Field system, Anbally, Co. Galway
Co. Galway |
Ritual/Ceremonial
What looks, at first glance, like ordinary gently rolling pasture in Anbally, County Galway, is actually a landscape where the distant past is still faintly legible underfoot.
Spread across an area of roughly 400 metres east to west and 350 metres north to south, a series of collapsed field walls lies beneath the turf, their outlines softened by centuries of grass growth but still traceable as low, uneven ridges. Alongside them are the remains of two small houses, each around eight metres long and five metres wide, now little more than grassy humps in the ground.
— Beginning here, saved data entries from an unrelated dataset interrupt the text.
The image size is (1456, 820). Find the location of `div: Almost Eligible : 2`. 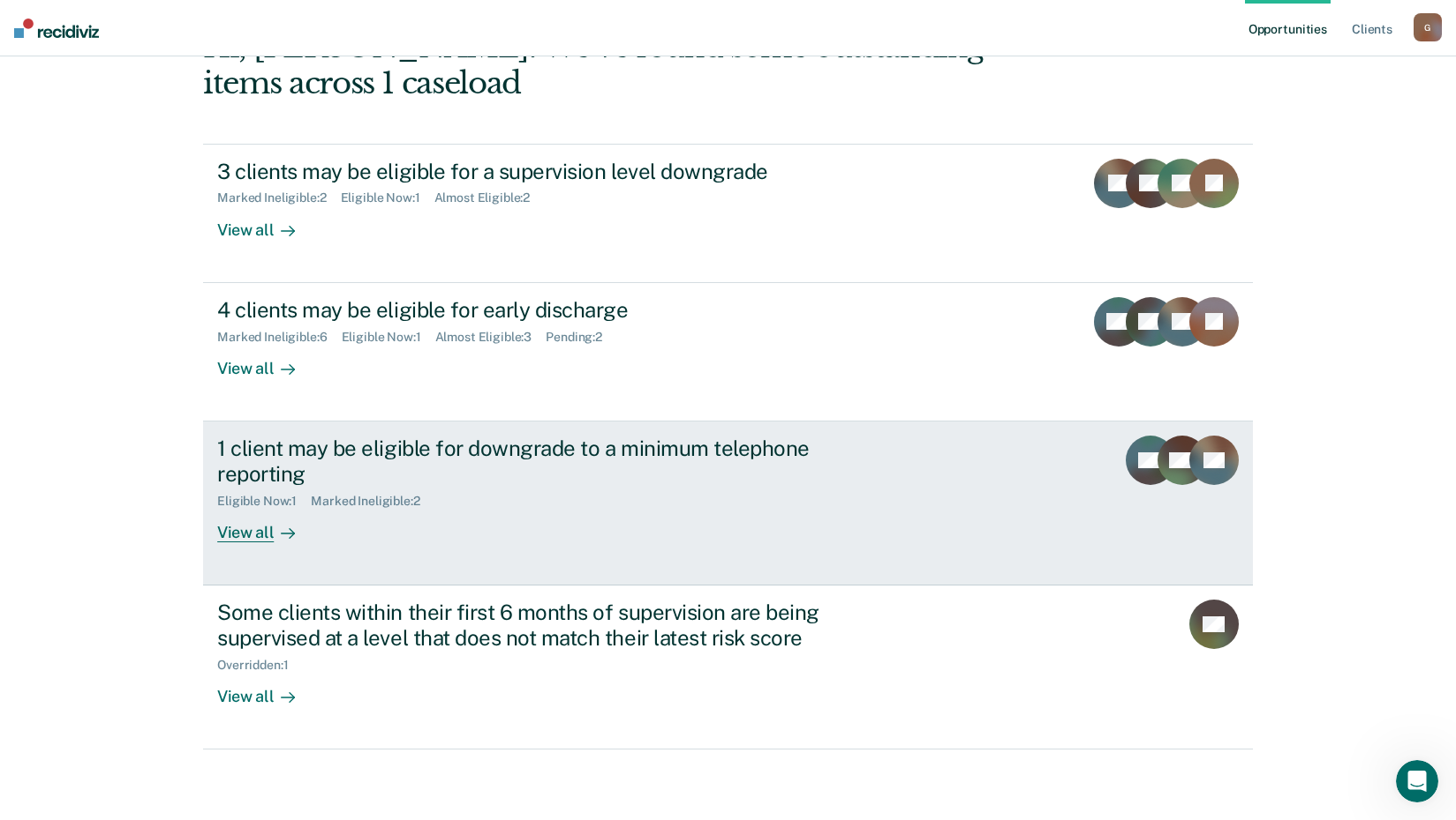

div: Almost Eligible : 2 is located at coordinates (489, 197).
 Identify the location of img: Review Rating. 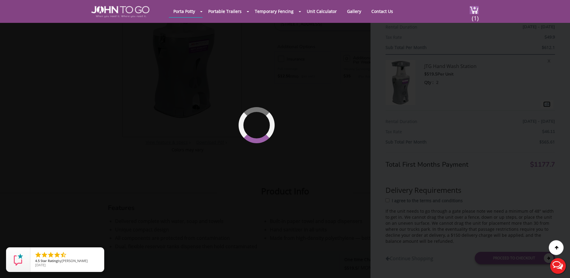
(18, 259).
The field system sits some 200 metres to the south-west of a tower house, the kind of fortified stone residence built by Gaelic and Anglo-Norman landowners across Ireland between roughly the fourteenth and seventeenth centuries. The proximity of organised agricultural land to such a structure is characteristic of the period: tower houses rarely stood alone but were typically the focal point of a working rural economy, surrounded by the farmed fields and modest dwellings of dependent households. Here, that relationship between the defended residence and its surrounding landscape can still be read, if quietly, in the ground itself. The site was recorded in the Archaeological Inventory of County Galway Vol. II, compiled by Olive Alcock, Kathy de hÓra, and Paul Gosling and published in 1999.